Reproduce, with no alteration, the span of lines that begins at the line containing "The image size" and ends at the last line of the records, both ends included, and nothing else.
== Segment start ==
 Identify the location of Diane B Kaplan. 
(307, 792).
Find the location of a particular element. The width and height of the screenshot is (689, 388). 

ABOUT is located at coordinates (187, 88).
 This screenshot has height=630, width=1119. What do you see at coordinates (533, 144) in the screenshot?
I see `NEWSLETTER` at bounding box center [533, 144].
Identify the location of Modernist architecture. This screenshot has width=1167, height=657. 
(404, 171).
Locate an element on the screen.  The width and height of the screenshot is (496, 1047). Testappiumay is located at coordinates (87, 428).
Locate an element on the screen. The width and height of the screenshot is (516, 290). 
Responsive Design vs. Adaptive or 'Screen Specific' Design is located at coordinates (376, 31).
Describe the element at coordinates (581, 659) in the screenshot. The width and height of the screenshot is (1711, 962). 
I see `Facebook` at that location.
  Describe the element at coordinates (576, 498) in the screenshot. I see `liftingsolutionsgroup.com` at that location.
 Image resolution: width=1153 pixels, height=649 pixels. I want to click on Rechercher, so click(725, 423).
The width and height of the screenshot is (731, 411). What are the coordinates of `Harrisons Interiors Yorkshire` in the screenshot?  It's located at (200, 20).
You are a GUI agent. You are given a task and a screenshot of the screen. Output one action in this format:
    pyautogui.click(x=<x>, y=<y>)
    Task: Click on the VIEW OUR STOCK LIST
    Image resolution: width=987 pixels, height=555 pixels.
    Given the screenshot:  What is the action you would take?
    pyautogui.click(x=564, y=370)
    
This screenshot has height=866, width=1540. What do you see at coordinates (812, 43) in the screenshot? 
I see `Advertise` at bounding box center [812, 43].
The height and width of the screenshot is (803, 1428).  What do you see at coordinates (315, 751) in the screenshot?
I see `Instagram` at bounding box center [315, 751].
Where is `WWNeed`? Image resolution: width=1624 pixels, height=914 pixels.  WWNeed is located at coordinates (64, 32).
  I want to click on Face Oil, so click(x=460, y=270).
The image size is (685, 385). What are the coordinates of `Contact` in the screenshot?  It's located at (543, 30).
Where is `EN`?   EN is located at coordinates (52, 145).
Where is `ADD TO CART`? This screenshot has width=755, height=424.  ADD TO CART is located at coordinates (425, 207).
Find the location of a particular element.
== Segment end ==
RESPONSE AREA
The image size is (685, 385). What are the coordinates of `Contact` in the screenshot?  It's located at (543, 30).
Where is `EN`?   EN is located at coordinates (52, 145).
Where is `ADD TO CART`? This screenshot has width=755, height=424.  ADD TO CART is located at coordinates (425, 207).
Find the location of a particular element.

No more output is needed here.